The question deserves an answer, if only because the number of adaptations are increasing. I would also broaden the discussion to add movies made of comic books. These include Men in Black, originally an independent comic reprinted by Marvel (and wrongly attributed as a Marvel comic in the film credits) and Howard the Duck (which, when written by its creator Steve Gerber, was a bitterly funny, savage satire on media heroism of all kinds).
Despite the increase in animation fandom, great masses of people still perceive cartoons as kid stuff. Despite great inroads by movies like Who Framed Roger Rabbit?, people still have the age-old American prejudice against drawn figures, whether animated or not. They believe it's juvenile stuff, simple stories with sex and violence. I won't take the space to talk about the hypocracy of this; look at the media writings of Harlan Ellison and Peter David.
There's another reason beyond adult hypocracy for these adaptations. Have you ever read "fan fiction" on the Internet? Everyone with literary pretensions would like to re-write the adventures of their favorite movie, comic and cartoon heroes, but they'd like to do it their way. "I know I could write Spawn better than Todd McFarlane," they say. (Well, just about anyone else could, but...)
So you have fans writing stories from the conventional to the extreme, from straight adventure to outright pornography. Heck, I even did it myself, with a bunch of other writers in an online forum; we did such a good job of putting every cartoon character aboard the Next Generation'sEnterprise that Paramount and Disney ordered us to cease and desist.
But what about the studio executives? People who don't write (or read), but who want to lay their mark (usually greasy thumbprints) on the characters in their productions?
Do you realize how hard it is to make your mark on animated productions if you're not an animator? If you're a dealmaker, you want to spend your time wining and dining future projects at Morton's, not watching over some old guy with a pencil drawing pictures. It's easier to use studio executive shmoozing skills on live people with similar interests, not lowly peons like...artists. So, studio execs prefer making live-action movies to animated films.
And isn't this animation too much work? After all, to the modern Hollywood executive, there are no more "films that will live forever," except in PR hype. The films are disposable. You treat them like cooked spaghetti; you cook them up, throw them against the refrigerator, and see if they stick. You set up deals to produce half-a-dozen science fiction movies, run all of them in the summer, and hope that one will be the Star Wars or Men In Black that will pay the burial costs of the other five films.
Remember that animation is more than just a form of making films; it is an art form requiring devotion. And to today's executives (and not just Hollywood executives, either) it's dangerous to believe in anything outside of "success" or "market dominance" or the other bland platitudes they talk about in cheesy executive seminars. If you're too passionate about anything, and fail, you are marked as a fool, and you lose your limo. To do great things in the roulette wheel of life, you must be willing to put all your chips on a single number, and that's why Hollywood rarely does great things; the ideal Hollywood exec puts one chip on every number.

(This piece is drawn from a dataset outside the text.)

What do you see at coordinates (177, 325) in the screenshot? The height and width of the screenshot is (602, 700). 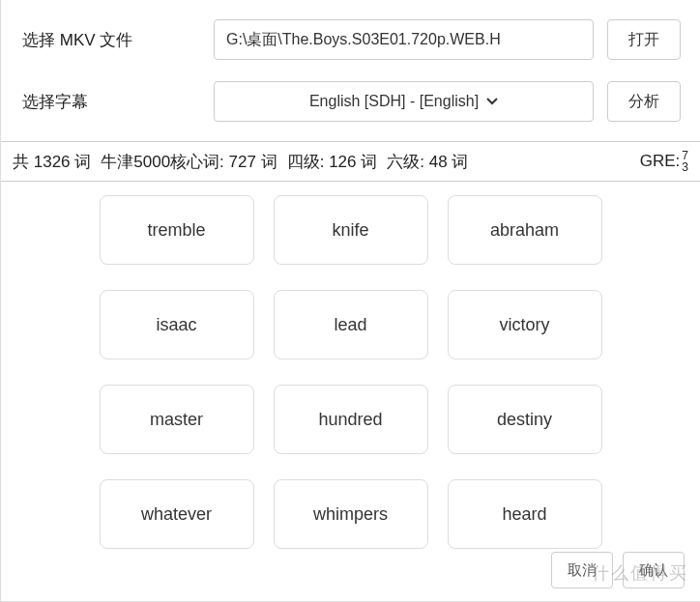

Sometimes, even a string of equally-bad failures won't teach the executives a lesson. Look how often Marvel Comics' characters were made into live-action films that died terrible deaths; The Punisher, Captain America, The Fantastic Four. Even the best project done of a Marvel series, The Incredible Hulk, was run to death - literally, in the TV-movie The Death of The Incredible Hulk. The Hulk concluded his days as a front man, introducing other minor Marvel characters like Daredevil and The Mighty Thor - throwing them on the refrigerator to see if they would stick, if they could become the basis for a series. Meanwhile, the animated versions of these characters are doing respectable business in the Spider-Man animated series.
So, expect the bad trend of live-action versions of cartoon characters to continue. It's a film process that fits the prejudices of movie executives. And, whether it makes economic sense or not, whether it's sane or not, people always play to their prejudices. That's true of animation fans, too. Why else do American otaku insist that anime is only acceptable when it's in Japanese, and you must learn that language or you can't enjoy the cartoons?